Rahotep’s chair is wider than Nofret’s, which, almost imperceptibly, allows a modicum of extra weight to him and, by contrast, greater elegance to her. Typically, the man’s authority is expressed graphically in mostly physical terms, though the pendant painted round his neck is the king’s seal. Otherwise he is clothed in no more than a brief white kilt, and his powerful body is modelled in just a few bold lines. In fact, particular attention to his knees – at the front of the statue – and his eyes creates the impression that there is more detail generally in the sculpture than there really is. His right arm, folded across his chest, evokes both strength and the authority of an official salute, though this is also a gesture of greeting at the approach of an offering-bearer. His left hand, at his side, is tightly gripped, which also evokes a dynamic tension, but this (quite typical) grip also implies the presence of something in his hand, perhaps an official’s staff or sceptre, which could not otherwise be modelled without creating a dangerously fragile length of stone. Rahotep’s moustache is characteristic of many officials during the middle part of the Old Kingdom, especially the 3rd and 4th Dynasties.
Because of the painting, it is apparent that Nofret is wearing a dress, whose straps are visible, under her wrap or cloak. Despite these layers her tightly wrapped limbs are still visible, and the prominent nipples draw attention to her breasts.
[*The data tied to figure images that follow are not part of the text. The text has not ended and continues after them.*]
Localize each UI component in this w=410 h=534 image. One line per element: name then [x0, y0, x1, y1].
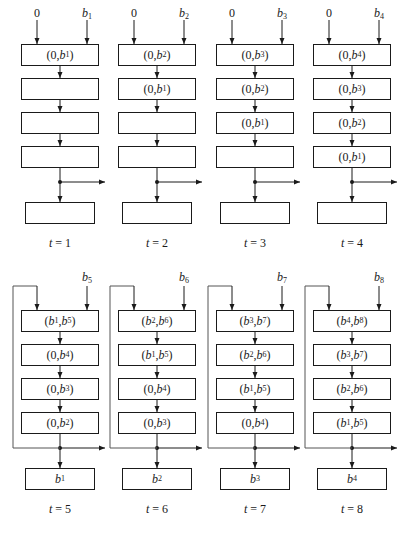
register-cell: (0, b3): [313, 78, 391, 100]
register-cell: [118, 146, 196, 168]
register-cell: (0, b4): [21, 344, 99, 366]
right-input-label: b7: [277, 270, 287, 285]
register-cell: (b3, b7): [313, 344, 391, 366]
register-cell: (0, b4): [216, 412, 294, 434]
output-cell: b2: [122, 468, 192, 490]
output-cell: b4: [317, 468, 387, 490]
register-cell: (b4, b8): [313, 310, 391, 332]
register-cell: (b1, b5): [118, 344, 196, 366]
time-step-label: t = 3: [244, 236, 266, 251]
register-cell: (0, b1): [118, 78, 196, 100]
right-input-label: b5: [82, 270, 92, 285]
register-cell: (b2, b6): [313, 378, 391, 400]
register-cell: [21, 78, 99, 100]
register-cell: (b1, b5): [313, 412, 391, 434]
right-input-label: b4: [374, 6, 384, 21]
right-input-label: b8: [374, 270, 384, 285]
time-step-label: t = 4: [341, 236, 363, 251]
output-cell: b3: [220, 468, 290, 490]
output-cell: [317, 202, 387, 224]
register-cell: [21, 112, 99, 134]
right-input-label: b2: [179, 6, 189, 21]
register-cell: (0, b3): [21, 378, 99, 400]
register-cell: (0, b3): [216, 44, 294, 66]
left-input-label: 0: [131, 6, 137, 21]
time-step-label: t = 8: [341, 502, 363, 517]
register-cell: (0, b4): [313, 44, 391, 66]
register-cell: (0, b2): [313, 112, 391, 134]
register-cell: (b2, b6): [216, 344, 294, 366]
time-step-label: t = 1: [49, 236, 71, 251]
pipeline-diagram: 0b1(0, b1)t = 10b2(0, b2)(0, b1)t = 20b3…: [0, 0, 410, 534]
register-cell: (0, b1): [21, 44, 99, 66]
register-cell: (b1, b5): [216, 378, 294, 400]
register-cell: (0, b4): [118, 378, 196, 400]
register-cell: (b1, b5): [21, 310, 99, 332]
left-input-label: 0: [326, 6, 332, 21]
register-cell: (0, b3): [118, 412, 196, 434]
register-cell: (0, b2): [118, 44, 196, 66]
register-cell: (b2, b6): [118, 310, 196, 332]
time-step-label: t = 5: [49, 502, 71, 517]
register-cell: (0, b2): [216, 78, 294, 100]
right-input-label: b6: [179, 270, 189, 285]
register-cell: (0, b1): [313, 146, 391, 168]
register-cell: [118, 112, 196, 134]
output-cell: [25, 202, 95, 224]
output-cell: [122, 202, 192, 224]
register-cell: (0, b1): [216, 112, 294, 134]
right-input-label: b1: [82, 6, 92, 21]
left-input-label: 0: [34, 6, 40, 21]
register-cell: (0, b2): [21, 412, 99, 434]
right-input-label: b3: [277, 6, 287, 21]
time-step-label: t = 6: [146, 502, 168, 517]
left-input-label: 0: [229, 6, 235, 21]
register-cell: [21, 146, 99, 168]
output-cell: b1: [25, 468, 95, 490]
output-cell: [220, 202, 290, 224]
register-cell: (b3, b7): [216, 310, 294, 332]
time-step-label: t = 2: [146, 236, 168, 251]
time-step-label: t = 7: [244, 502, 266, 517]
register-cell: [216, 146, 294, 168]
In other words, once again her sexuality is made obvious, especially when juxtaposed with her partner’s naked torso. However, it is also apparent that a skin colour was applied over her limbs before the brilliant white garments were layered on top, and the effect is to evoke the translucent quality of the finest linen (see p. 125), which, in tandem with her heavy wig and necklace of multi-coloured beads and blue-green pendants, says as much about fashionable beauty and affluence as it does about her physicality. Her pretty floral headband may be another conceit, imposing a false white background to highlight an elegant diadem, which was actually spun from metal wires (see p. 278).
The stark distinction in the skin colour of the two is an early instance of what will become another template in pharaonic art. Male figures tend to be painted with brown skin, while female figures are noticeably paler. Of course, the relative merits of tanned and pale skin are entangled in notions of beauty for many cultures, including our own. Arguably, in ancient Egyptian art, there is also an association between tanned skin and physical activity (in keeping with Rahotep’s powerful torso), and between pale skin and domestic activity, including raising children. However, these ideas are not spelled out in writing by the ancients, and the two skin colours are not always applied rigorously on the basis of gender. Nofret’s face is fuller and more rotund, and her eyes conspicuously narrower, than those of Rahotep, so perhaps there is a hint of corpulence to add to her affluent style and pale skin. These aspects together may paint a picture of a woman whose circumstances are of the most indulgent, and some men of that ilk will be encountered below. However, the imponderable question at this point is, how much of her appearance is simply an artistic device and how much is taken from life (see pp. 157–65)?